In February, members of the Namgis First Nation, on northern Vancouver Island, told her the virus had been found at a Marine Harvest hatchery. The notice of application, which contains allegations not tested in court, claims 60 per cent of the hatchery fish were infected with PRV.

"I went to the Minister of Fisheries, I went to the director general of DFO Pacific Region, the province of British Columbia and Marine Harvest. I asked them, 'Please, don't put this virus in the water. It is too dangerous.' But they went ahead and did that," Ms. Morton said.

She said she was alarmed because the Marine Harvest net pens are on ocean routes used by sockeye salmon migrating from the Fraser River, where large numbers of wild fish have been mysteriously dying before spawning.

The Cohen Commission of Inquiry, which examined the collapse of sockeye stocks in the Fraser, warned that fish farms could be passing diseases to wild salmon. Ms. Morton said PRV could be to blame for the collapse of Fraser stocks.

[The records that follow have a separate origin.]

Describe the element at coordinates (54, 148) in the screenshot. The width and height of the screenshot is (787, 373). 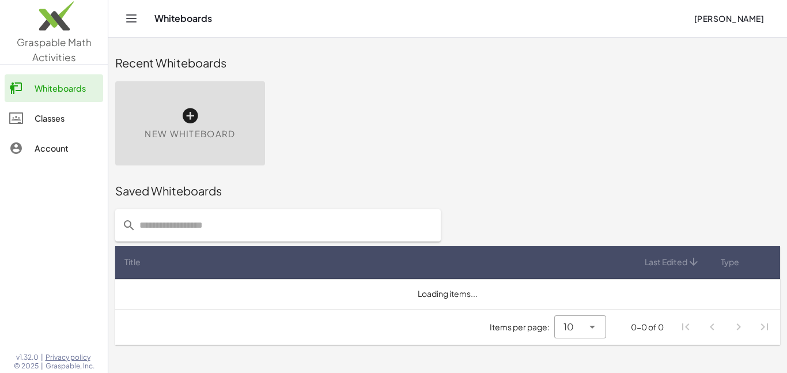
I see `a: Account` at that location.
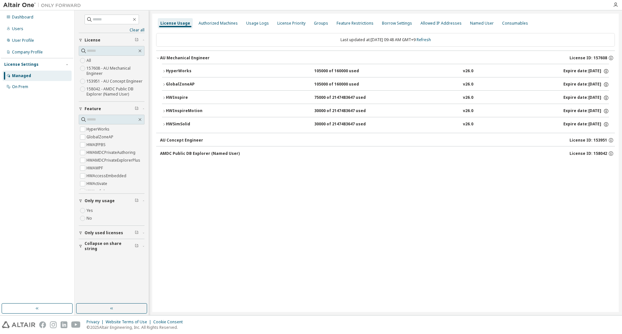 This screenshot has height=334, width=622. I want to click on label: HWAcufwh, so click(97, 192).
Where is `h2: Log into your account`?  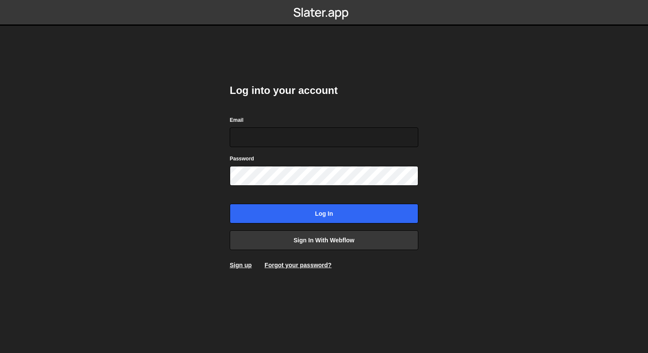
h2: Log into your account is located at coordinates (324, 90).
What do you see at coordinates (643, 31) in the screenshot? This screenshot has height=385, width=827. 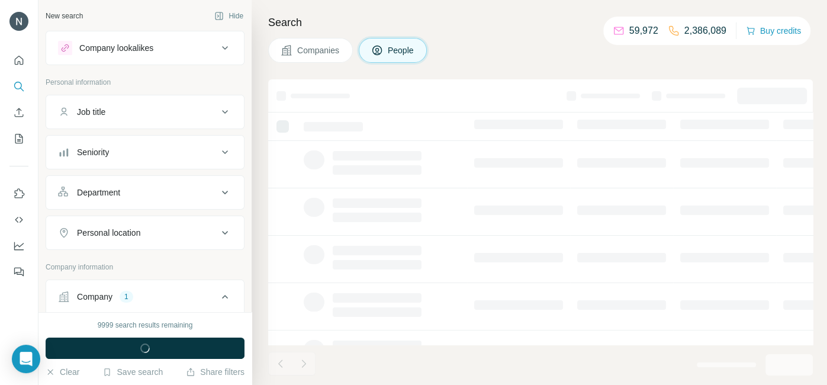 I see `p: 59,972` at bounding box center [643, 31].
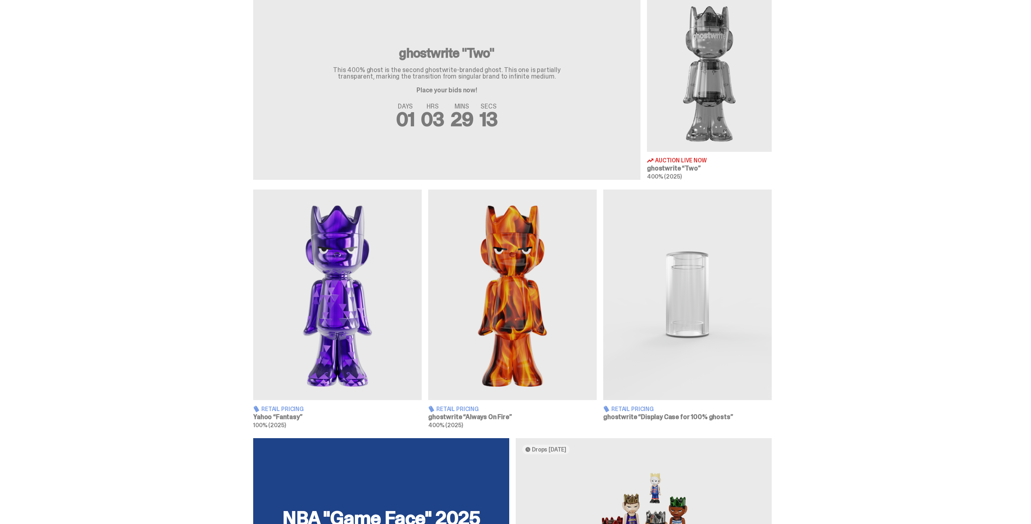 The height and width of the screenshot is (524, 1031). Describe the element at coordinates (337, 417) in the screenshot. I see `h3: Yahoo “Fantasy”` at that location.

"Piscine reovirus started in Norway [fish farms] and has spread rapidly. They've been unable to control it. It damages the muscles and the hearts of the fish to the point scientists don't think they can even make it to rivers, and if they do they might not be able to swim up the river [to spawn]," she said.

"We brought this lawsuit because in our opinion no one has the power to introduce diseased salmon into the ocean under Canadian fisheries laws," said Margot Venton, a lawyer with Ecojustice. "The fact Marine Harvest has done this, put diseased fish into a farm that is on the Fraser River migration route, is tremendously risky and most likely unlawful … and we say unfortunately the Minister of Fisheries and Oceans appears to have stood by and watched while they've played Russian roulette with the wild salmon population."